Logged into Filaree Farms yesterday, and Just Could Not keep my credit card in my pocket, so:
Yellow Potato Onion
Dutch Red Shallot
Umatilla Russet
Valery Potato
Zoe Potato
Add those to the Dark Red Norland, Dakota Pearl, Yellow Shallot and Elephant Garlic I got a Fleet Farm, my on-line ordering is all but done, but then , I have said that before.
Have Happy Mark's Eve.
St Mark's Eve
24 April – The feast day of St Mark the Evangelist (founder of the Church of Alexandria) falls on 25th April, but there are some interesting folk customs that fall on the eve of the feast.
Divining Who Is To Die
Between the 17th and 19th century it was thought that holding a vigil in a church porch during the hours of 11.00pm through to 1.00am on three successive years would reveal the identities of those due to die and be buried in the churchyard over the coming year as their apparitions (or coffins or headless corpses depending on the source) entered the church in procession. This was a tradition throughout Britain though probably more popular in the North and West. It is no wonder then that there are variations on the tradition. Some accounts say this vigil must be repeated each year of your live instead of just three. Others say the exterior of church had to walked around before the vigil begins and some say that those undertaking the task had to be fasting.
'Tis now, replied the village belle,
St. Mark's mysterious eve,
And all that old traditions tell
I tremblingly believe;
How, when the midnight signal tolls,
Along the churchyard green,
A mournful train of sentenced souls
In winding-sheets are seen.
The ghosts of all whom death shall doom
Within the coming year,
In pale procession walk the gloom,
Amid the silence drear.'
Divining For Future Husbands
St Marks Eve was also the time when young maids would try to use divination to discover the identity of their true love and husband to be. One method was to hang their smock before the fireplace and await for the arrival of an apparition of the man your due to marry to come in and turn it for you.
On St. Mark's eve, at twelve o'clock,
The fair maid will watch her smock,
To find her husband in the dark,
By praying unto good St. Mark.'
In North Kelsey, Lincolnshire young women would visit the Maiden Well on St Marks Eve. 'Girls coming to the spring with the view of divination must walk towards it backwards, and go round it three times in the same manner, each girl, meanwhile, wishing the wish that she may see her destined sweetheart. After the third circle is complete, the inquirer must kneel down and gaze into the spring, in which she will see her lover looking up out of the depths.'
(County Folk-Lore by Gutch and Peacock,1908)
Another method of employed by young women was to place a nut by the heath and whisper the name of the man they believe may be their true love. If the nut jumped from the fire then the love was meant to be.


■ Work instructions:
Transcribe only what runs from the line including "Please detect 'tree' in the image." through the last line of the entries, exactly as it appears.

Supplied records below:

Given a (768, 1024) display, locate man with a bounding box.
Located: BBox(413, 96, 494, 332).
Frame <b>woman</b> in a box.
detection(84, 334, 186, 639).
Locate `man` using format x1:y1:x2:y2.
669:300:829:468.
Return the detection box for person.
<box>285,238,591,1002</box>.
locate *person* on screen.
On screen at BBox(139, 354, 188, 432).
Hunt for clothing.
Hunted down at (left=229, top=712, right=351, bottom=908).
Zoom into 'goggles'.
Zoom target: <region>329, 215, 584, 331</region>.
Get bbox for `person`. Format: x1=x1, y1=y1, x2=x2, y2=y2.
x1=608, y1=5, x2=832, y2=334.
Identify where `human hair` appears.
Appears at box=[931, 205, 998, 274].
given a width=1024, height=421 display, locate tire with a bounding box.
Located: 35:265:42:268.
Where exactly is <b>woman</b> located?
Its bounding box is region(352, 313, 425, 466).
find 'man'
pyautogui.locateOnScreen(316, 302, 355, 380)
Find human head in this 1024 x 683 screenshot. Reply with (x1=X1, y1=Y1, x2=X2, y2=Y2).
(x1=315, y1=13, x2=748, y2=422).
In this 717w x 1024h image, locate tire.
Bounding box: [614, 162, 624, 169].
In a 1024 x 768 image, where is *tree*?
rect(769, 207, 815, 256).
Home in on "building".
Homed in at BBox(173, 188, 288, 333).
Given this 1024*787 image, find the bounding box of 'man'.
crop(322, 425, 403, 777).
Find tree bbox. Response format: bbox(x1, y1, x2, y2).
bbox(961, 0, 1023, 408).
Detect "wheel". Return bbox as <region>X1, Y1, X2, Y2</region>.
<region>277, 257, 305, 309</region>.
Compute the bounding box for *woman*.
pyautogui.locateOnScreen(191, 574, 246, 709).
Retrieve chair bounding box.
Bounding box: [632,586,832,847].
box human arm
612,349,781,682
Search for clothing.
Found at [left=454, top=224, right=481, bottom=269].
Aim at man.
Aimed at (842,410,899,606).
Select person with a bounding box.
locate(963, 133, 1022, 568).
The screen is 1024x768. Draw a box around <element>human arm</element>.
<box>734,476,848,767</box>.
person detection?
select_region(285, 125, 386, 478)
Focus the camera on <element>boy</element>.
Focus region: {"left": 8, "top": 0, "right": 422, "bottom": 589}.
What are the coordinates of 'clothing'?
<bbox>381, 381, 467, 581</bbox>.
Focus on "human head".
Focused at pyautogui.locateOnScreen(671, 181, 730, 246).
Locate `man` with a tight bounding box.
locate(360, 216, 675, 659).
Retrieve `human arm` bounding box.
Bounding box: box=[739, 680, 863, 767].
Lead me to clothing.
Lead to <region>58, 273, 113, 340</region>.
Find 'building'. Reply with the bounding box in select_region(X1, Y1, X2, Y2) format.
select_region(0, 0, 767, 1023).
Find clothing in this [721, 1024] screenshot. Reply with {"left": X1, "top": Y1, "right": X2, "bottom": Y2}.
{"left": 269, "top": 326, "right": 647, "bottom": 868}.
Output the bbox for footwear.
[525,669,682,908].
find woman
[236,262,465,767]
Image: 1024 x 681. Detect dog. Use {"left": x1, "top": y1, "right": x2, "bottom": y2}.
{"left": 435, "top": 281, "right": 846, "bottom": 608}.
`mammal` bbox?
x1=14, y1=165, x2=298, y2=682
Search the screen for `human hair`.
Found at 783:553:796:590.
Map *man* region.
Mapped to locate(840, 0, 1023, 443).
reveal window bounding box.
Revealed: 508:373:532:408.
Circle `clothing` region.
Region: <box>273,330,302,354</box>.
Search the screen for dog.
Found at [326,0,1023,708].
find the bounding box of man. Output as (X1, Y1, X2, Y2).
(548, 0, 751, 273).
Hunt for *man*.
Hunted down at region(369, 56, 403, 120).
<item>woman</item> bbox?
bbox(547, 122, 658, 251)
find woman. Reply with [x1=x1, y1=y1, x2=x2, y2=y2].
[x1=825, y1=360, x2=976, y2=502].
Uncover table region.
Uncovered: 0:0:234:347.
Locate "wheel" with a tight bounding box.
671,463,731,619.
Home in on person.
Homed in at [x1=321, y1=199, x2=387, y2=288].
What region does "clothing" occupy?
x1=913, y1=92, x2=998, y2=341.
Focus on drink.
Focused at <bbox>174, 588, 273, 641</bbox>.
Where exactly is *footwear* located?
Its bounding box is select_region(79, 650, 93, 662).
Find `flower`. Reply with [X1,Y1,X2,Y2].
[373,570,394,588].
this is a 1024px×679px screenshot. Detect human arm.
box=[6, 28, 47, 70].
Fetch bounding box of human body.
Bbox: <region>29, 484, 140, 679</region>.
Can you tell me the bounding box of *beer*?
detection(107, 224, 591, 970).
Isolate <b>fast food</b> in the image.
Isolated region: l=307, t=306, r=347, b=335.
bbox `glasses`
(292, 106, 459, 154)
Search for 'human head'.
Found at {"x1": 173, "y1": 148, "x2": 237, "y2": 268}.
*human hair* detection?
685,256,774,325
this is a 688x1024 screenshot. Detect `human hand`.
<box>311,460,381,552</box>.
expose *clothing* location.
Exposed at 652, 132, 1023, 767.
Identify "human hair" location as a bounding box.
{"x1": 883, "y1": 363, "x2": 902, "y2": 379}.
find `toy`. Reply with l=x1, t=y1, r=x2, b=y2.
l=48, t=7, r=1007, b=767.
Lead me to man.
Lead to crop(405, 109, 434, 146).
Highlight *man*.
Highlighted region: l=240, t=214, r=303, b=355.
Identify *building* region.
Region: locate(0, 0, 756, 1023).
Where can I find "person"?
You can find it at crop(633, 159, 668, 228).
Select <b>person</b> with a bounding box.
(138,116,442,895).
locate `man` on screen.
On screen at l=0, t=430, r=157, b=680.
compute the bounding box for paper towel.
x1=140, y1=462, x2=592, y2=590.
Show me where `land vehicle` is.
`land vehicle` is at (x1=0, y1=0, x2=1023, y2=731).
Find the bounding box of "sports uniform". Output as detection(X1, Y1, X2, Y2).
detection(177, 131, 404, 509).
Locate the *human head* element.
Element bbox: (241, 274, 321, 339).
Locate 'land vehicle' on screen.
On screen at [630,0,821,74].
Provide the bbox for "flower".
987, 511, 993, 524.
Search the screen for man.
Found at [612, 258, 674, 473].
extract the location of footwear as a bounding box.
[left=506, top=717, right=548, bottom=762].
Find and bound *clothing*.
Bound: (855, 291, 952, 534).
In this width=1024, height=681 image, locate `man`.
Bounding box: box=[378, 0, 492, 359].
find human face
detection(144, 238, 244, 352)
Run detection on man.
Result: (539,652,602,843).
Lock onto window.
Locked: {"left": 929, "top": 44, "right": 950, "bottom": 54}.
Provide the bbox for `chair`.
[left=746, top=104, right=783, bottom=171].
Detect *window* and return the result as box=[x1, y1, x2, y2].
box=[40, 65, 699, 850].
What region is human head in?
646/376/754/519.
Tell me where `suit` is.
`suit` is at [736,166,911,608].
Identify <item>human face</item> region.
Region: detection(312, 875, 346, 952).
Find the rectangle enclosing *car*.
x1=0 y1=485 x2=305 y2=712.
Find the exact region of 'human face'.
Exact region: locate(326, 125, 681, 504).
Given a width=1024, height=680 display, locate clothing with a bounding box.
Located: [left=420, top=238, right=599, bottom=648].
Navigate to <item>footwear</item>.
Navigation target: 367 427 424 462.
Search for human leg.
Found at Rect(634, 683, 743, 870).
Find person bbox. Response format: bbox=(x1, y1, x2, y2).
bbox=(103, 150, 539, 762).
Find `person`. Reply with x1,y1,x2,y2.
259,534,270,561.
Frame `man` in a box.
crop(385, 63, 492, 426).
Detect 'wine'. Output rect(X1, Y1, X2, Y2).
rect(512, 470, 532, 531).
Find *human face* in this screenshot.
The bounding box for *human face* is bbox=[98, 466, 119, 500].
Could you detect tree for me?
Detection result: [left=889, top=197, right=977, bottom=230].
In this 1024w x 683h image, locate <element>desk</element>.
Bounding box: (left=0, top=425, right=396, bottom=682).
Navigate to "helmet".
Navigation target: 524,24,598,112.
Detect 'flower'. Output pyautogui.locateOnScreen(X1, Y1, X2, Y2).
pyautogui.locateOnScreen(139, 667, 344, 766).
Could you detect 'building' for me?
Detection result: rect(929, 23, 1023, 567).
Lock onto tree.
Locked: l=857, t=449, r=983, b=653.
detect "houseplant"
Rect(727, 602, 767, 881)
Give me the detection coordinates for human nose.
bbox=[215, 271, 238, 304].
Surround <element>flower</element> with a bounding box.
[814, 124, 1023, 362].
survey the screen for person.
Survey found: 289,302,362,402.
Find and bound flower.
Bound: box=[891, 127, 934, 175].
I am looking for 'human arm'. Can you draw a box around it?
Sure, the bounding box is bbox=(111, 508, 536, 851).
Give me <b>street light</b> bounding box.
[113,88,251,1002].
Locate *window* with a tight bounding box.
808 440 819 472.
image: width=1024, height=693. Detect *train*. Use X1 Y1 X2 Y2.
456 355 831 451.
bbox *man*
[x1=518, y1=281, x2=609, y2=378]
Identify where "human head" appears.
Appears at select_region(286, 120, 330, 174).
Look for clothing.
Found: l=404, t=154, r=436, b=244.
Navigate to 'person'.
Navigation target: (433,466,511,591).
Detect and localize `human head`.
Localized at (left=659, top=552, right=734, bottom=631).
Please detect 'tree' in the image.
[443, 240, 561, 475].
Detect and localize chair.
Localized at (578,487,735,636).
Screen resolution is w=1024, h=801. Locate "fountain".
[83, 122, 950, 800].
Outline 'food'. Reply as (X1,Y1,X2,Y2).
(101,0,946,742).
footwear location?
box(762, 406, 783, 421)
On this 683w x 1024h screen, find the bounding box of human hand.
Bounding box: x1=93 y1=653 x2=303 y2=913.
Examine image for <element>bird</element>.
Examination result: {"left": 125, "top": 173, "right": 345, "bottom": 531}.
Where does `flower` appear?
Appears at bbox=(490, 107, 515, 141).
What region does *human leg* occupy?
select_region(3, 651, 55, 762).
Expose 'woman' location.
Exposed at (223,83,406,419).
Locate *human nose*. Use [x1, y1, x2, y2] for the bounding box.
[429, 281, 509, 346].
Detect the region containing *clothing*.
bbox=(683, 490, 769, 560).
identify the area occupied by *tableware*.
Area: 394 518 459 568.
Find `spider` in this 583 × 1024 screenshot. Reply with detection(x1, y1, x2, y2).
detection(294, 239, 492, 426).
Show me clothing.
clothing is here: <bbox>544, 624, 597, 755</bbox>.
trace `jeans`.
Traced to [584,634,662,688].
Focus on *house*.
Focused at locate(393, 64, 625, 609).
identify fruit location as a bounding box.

End of Supplied records.

■ Solution for this problem:
Please detect 'tree' in the image.
[443, 240, 561, 475].
Detect and localize chair.
Localized at (578,487,735,636).
Screen resolution is w=1024, h=801. Locate "fountain".
[83, 122, 950, 800].
Outline 'food'. Reply as (X1,Y1,X2,Y2).
(101,0,946,742).
footwear location?
box(762, 406, 783, 421)
On this 683w x 1024h screen, find the bounding box of human hand.
Bounding box: x1=93 y1=653 x2=303 y2=913.
Examine image for <element>bird</element>.
Examination result: {"left": 125, "top": 173, "right": 345, "bottom": 531}.
Where does `flower` appear?
Appears at bbox=(490, 107, 515, 141).
What region does *human leg* occupy?
select_region(3, 651, 55, 762).
Expose 'woman' location.
Exposed at (223,83,406,419).
Locate *human nose*. Use [x1, y1, x2, y2] for the bounding box.
[429, 281, 509, 346].
Detect the region containing *clothing*.
bbox=(683, 490, 769, 560).
identify the area occupied by *tableware*.
Area: 394 518 459 568.
Find `spider` in this 583 × 1024 screenshot. Reply with detection(x1, y1, x2, y2).
detection(294, 239, 492, 426).
Show me clothing.
clothing is here: <bbox>544, 624, 597, 755</bbox>.
trace `jeans`.
Traced to [584,634,662,688].
Focus on *house*.
Focused at locate(393, 64, 625, 609).
identify fruit location as a bounding box.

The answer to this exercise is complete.